UAS 2011, the FAA don’t pitch up!

Patrick Egan

I had written something entirely different with an overview of the day-by-day happenings. Who said what, the highlights of their respective presentations yada, yada, yada until I almost bored myself to tears.

Drudgery! No guaranties are implied that this iteration will be livelier.

However, I plan on only relaying my high altitude takeaway of the conference as an experience and less of an abstract picture of a conference. This version is interactive in the sense that it gives the reader a chance to proactively weigh in on the Global Airspace Integration effort.

The conference in a nutshell was a meeting for most of the standards groups et al to present to the other groups and individuals, giving an overview of what work they’ve accomplished in the previous year as well as milestones made with applications of systems and technologies. (Too much information to shoehorn into one article.) Those types of mega articles are usually only enjoyed by incurable insomniacs who have already devoured the FAR/AIM book, and possibly if one exists, the UAS fanboy set.  (Last rumored to be running amok in the Oklahoma City area.)

Those groups include:

ASTM

EASA

EUROCAE

ICAO

JARUS

RTCA

You can visit the website to see the conference program for a complete listing of who presented on what topics. http://www.uas2011.org

The conference concluded with a workshop on UAS CONOPS, but I believe what they are really after are application CONOPS.

Here’s the interactive part… These application scenarios should basically be a 1 or 2 page small business case for the use of UAS- more than likely built around the smalls, can be done now or tomorrow (very near future) and are capable of supporting themselves (viable) with some sort of societal benefit.

They will be collected by the UVS International and submitted to the European Commission. Submission deadline is June 30.

I can help collect them or you can join UVS International and submit them there.     http://www.uvs-international.org/

Glaring was the lack of representation by the FAA’s Unmanned Aircraft Program Office (UAPO).

The official reason given is budgetary constraints, but there were other theories swirling about from folks plugged into various parts of the beast. That just comes with the territory working the integration effort… everyone has a different take on what’s going on and why, all relative to what they’ve heard from whom.

Many of the attendees were hoping to get an update from Rick Prosek, head of the program office, on the direction with some final commentary on what will be put out in the NPRM, why the date had been moved back to the middle of November this year etc.

The official reason is plausible, they may have succumb to the great recession, but difficult for the author to imagine that the UAPO would miss such a high level conference with so many of the European groups being represented; A symbolic blow to their leadership claims in the global harmonization efforts that have been fostered over the past several years.

I couldn’t help but sense some subtle frustrations from some of our European counterparts. A reaction probably made worse by the FAA not showing up???

The more to the story is what is perceived as U.S. regulatory foot dragging while tooting the horn that they are leading the way on airspace integration. (First I’ve ever heard of such a notion as I was under the impression it was full steam ahead ;-)

There are other thoughts, interpretations and conclusions about what is and what isn’t being accomplished by the UAPO. Meanwhile, UK CAA is allowing flights and I believe that there are presently around 85 companies authorized to operate commercially in the UK. If we take a look at the scoreboard, the U.S. has a big fat zero in that category.

Till next week..

 

Patrick Egan

Editor in Field, sUAS News Americas Desk | Patrick Egan is the editor of the Americas Desk at sUAS News and host and Executive Producer of the sUAS News Podcast Series, Drone TV and the Small Unmanned Systems Business Exposition. Experience in the field includes assignments with the U.S. Army Space and Missile Defense Command Battle Lab investigating solutions on future warfare research projects. Instructor for LTA (Lighter Than Air) ISR systems deployment teams for an OSD, U.S. Special Operations Command, Special Surveillance Project. Built and operated commercial RPA prior to 2007 FAA policy clarification. On the airspace integration side, he serves as director of special programs for the RCAPA (Remote Control Aerial Photography Association).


• [WORK REQUEST]: Print exactly the lines of the listing below from the one containing "Task: Click on the a: Contact Us" through the final line, both included, and no pictures.

• [SOURCE RECORDS]:
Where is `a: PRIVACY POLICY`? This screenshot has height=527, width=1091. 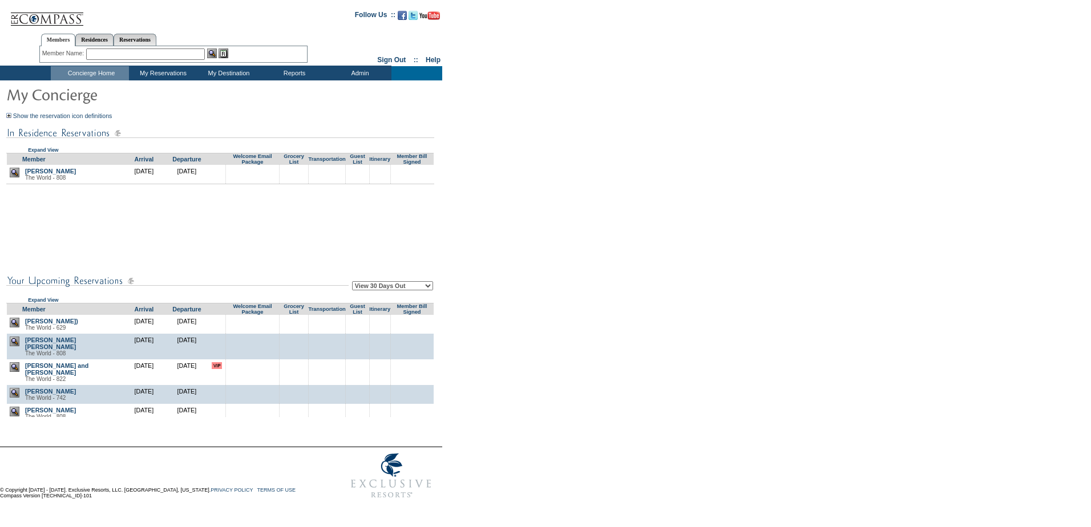 a: PRIVACY POLICY is located at coordinates (232, 490).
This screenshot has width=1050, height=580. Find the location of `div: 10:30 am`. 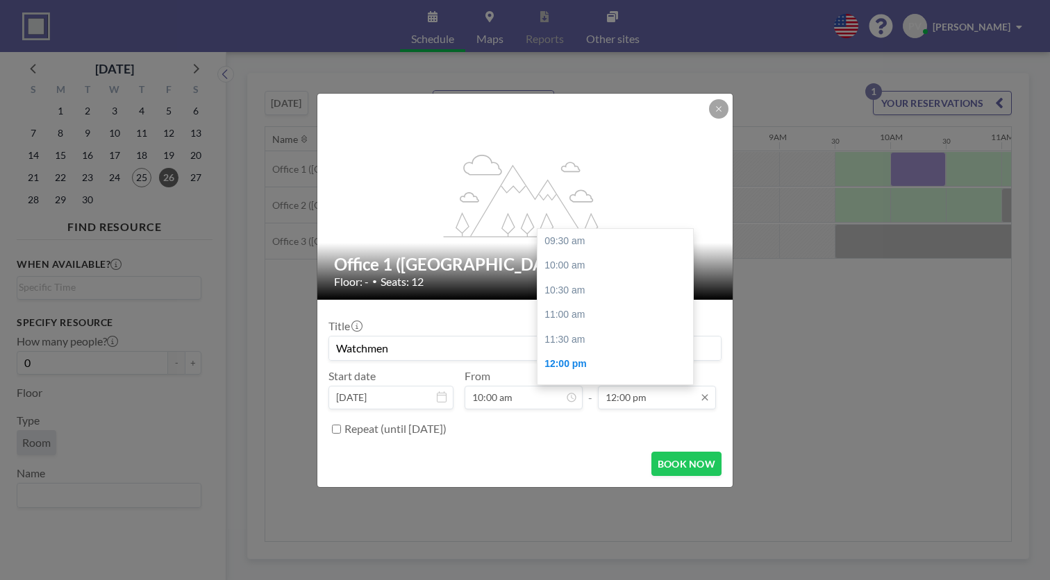

div: 10:30 am is located at coordinates (618, 291).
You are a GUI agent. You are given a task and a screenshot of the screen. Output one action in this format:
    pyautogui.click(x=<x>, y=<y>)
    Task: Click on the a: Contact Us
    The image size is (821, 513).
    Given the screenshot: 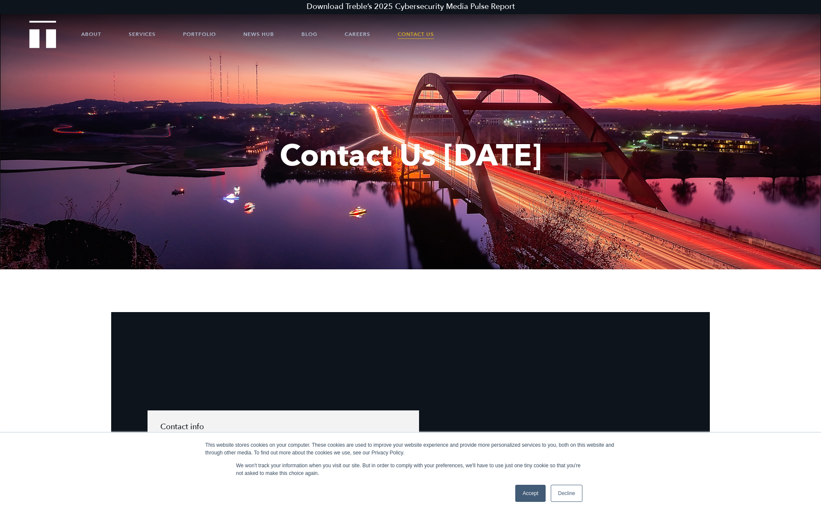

• [RESULT OF THIS EXERCISE]:
    Task: Click on the a: Contact Us
    The image size is (821, 513).
    Given the screenshot: 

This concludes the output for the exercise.